The loss of unconditional support from Russia, its main strategic ally, can compel confused Armenia to take any rash step. This is most probably the reason why Armenian military found no alternative to resorting to a tactic chosen by terrorists in the Middle East: to deliver strikes on the enemy from positions located in residential areas. They are committing armed provocations from behind the backs of civilians. After guaranteed return fire from the enemy, they will present likely victims among civilians to the entire world as evidence of the enemy’s brutality and criminal unscrupulousness. War is not a place where pilaff is dished out, Sargsyan said recently. So it is. But it is only terrorists that can hide behind civilians.

The conclusions from the recent events are obvious. Azerbaijan has always been against moving the Karabakh problem to the back burner as a “less urgent” one while crises are growing in Ukraine, the Middle East and elsewhere. Eventually the threat of war being resumed in Karabakh has not diminished at all while the UN Security Council resolutions adopted 20 years ago remain valid.

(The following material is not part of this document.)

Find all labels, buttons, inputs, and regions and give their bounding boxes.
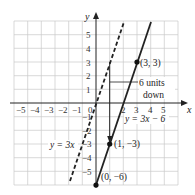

The escalation of tensions in the Karabakh conflict zone coincided with the period of a new session of the UN General Assembly where the most burning problems of global security are discussed and this is the best moment to persuade the world’s leading powers that the Armenian-Azerbaijani standoff is not “frozen”.

Baku is making it clear that it has no intention to tolerate forever procrastinations in fulfilling the US Security Council resolutions, that it has the right to settle independently the issue of liberation of Azerbaijani lands from occupation and the problem of a foreign state’s troops staying in its territory.
Azerbaijani Foreign Minister Elmar Mammadyarov has commented in the same vein on the call of the OSCE Minsk Group co-chairs to consider the issue of creating mechanisms to investigate incidents on the Karabakh frontline: “The creation of such a mechanism could be considered unless it serves to keep the current status quo which is not accepted by the presidents of the co-chairing countries and does not justify occupation”.

However hard might the situation be for the Sargsyan regime, it would be naive to expect it to heed the mediators’ advice and start a speedy withdrawal of troops from Azerbaijani territory because trying to hold the occupied lands is the only way for him to stay in power. But if he fails to become aware of this necessity, Armenian citizens must do this instead of him. They already can hardly bear the Sargsyan regime’s failures in domestic policy. But when the authorities hide from bullets behind the backs of civilians, it can put even the most patient people out of temper.

As it seems, right were those who predicted a new war over Karabakh after the First European Games held in Baku in June this year. Well-armed Azerbaijan may feel that it is the best moment for blitzkrieg, while the West and Russia are busy with crises in Middle East and Ukraine. The temptation is great.

Meanwhile the consequences are unpredictable.

Fuad Huseinzadeh

Fuad Huseinzadeh is a journalist, linguist and an expert in the role of public media in the Southern Caucasus conflicts. He has written many articles for a number of newspapers in Azerbaijan, United States, Turkey and Bosnia and Herzegovina and other European and Asian newspapers and journals. Fuad is a regular contributor of the Jamestown Foundation. He is editor-in-chief in Interfax-Azerbaijan news agency and writes also for Region Plus journal, News.az news agency and other media.